Ralph Waldo Emerson

Ralph Waldo Emerson
Ralph Waldo Emerson, known professionally as Waldo Emerson, was an American essayist, lecturer, and poet who led the Transcendentalist movement of the mid-19th century. He was seen as a champion of individualism and a prescient critic of the countervailing pressures of society, and he disseminated his thoughts through dozens of published essays and more than 1,500 public lectures across the United States...
NationalityAmerican
ProfessionPoet
Date of Birth25 May 1803
CountryUnited States of America
The etymologist finds the deadest word to have been once a brilliant picture. Language is fossil poetry. As the limestone of the continent consists of infinite masses of the shells of animalcules, so language is made up of images or tropes, which now, in their secondary use, have long ceased to remind us of their poetic origin.
Self-trust is the first secret of success, the belief that if you are here the authorities of the universe put you here, and for cause, or with some task strictly appointed you in your constitution, and so long as you work at that you are well and successful
As long as any man exists, there is some need of him.
The hearing ear is always found close to the speaking tongue; and no genius can long or often utter anything which is not invited and gladly entertained by men around him.
The compensations of calamity are made apparent to the understanding also, after long intervals of time.
People suffer all their life long, under the foolish superstition that they can be cheated. But it is impossible for a person to be cheated by anyone but himself.
Things refuse to be mismanaged for long.
When I read a good book, I wish my life were three thousand years long.
The health of the eye seems to demand a horizon. We are never tired, so long as we can see far enough.
Life is unnecessarily long. Moments of insight, of fine personal relation, a smile, a glance,--what ample borrowers of eternity they are!
Our day of dependence, our long apprenticeship to the learning of other lands, draws to a close. The millions, that around us arerushing into life, cannot always be fed on the sere remains of foreign harvests.
Every thing admonishes us how needlessly long life is.
The most useful man in the most useful world, so long as only commodity was served, would remain unsatisfied. But, as fast as he sees beauty, life acquires a very high value.
Heaven often protects valuable souls charged with great secrets, great ideas, by long shutting them up with their own thoughts.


*AIM OF THE EXERCISE:* Find and copy every line in the records that includes the string "figure".
══ DATA TO PROCESS ══
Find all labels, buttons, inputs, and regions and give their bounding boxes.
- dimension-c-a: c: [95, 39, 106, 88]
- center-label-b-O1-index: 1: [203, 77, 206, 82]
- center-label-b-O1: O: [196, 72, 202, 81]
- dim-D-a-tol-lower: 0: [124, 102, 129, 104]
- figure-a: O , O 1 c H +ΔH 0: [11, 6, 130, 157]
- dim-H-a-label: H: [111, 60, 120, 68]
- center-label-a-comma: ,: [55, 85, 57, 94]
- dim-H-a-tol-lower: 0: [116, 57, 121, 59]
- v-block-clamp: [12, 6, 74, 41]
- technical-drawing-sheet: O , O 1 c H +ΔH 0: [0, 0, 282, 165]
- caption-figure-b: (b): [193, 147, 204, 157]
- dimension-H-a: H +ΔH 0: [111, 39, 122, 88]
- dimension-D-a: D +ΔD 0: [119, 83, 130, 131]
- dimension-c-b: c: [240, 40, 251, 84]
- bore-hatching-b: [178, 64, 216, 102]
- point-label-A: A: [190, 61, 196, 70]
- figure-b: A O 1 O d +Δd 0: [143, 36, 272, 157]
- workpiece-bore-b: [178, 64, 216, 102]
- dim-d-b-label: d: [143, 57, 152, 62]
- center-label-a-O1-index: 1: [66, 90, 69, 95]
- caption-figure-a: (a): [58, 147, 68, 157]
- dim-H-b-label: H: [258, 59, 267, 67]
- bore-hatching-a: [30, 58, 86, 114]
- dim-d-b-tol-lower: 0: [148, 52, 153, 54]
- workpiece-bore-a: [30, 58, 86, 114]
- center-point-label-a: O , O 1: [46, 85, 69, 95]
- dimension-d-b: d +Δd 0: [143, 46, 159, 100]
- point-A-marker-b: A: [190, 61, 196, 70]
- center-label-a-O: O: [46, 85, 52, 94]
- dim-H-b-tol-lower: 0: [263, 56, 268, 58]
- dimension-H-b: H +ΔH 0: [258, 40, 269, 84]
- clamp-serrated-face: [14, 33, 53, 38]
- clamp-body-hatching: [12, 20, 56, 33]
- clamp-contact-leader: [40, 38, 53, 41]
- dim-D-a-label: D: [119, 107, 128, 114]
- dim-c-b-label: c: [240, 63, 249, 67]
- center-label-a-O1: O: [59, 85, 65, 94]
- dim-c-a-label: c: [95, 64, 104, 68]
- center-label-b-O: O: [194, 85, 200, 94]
═══
*RESULT:*
- figure-a: O , O 1 c H +ΔH 0: [11, 6, 130, 157]
- caption-figure-b: (b): [193, 147, 204, 157]
- figure-b: A O 1 O d +Δd 0: [143, 36, 272, 157]
- caption-figure-a: (a): [58, 147, 68, 157]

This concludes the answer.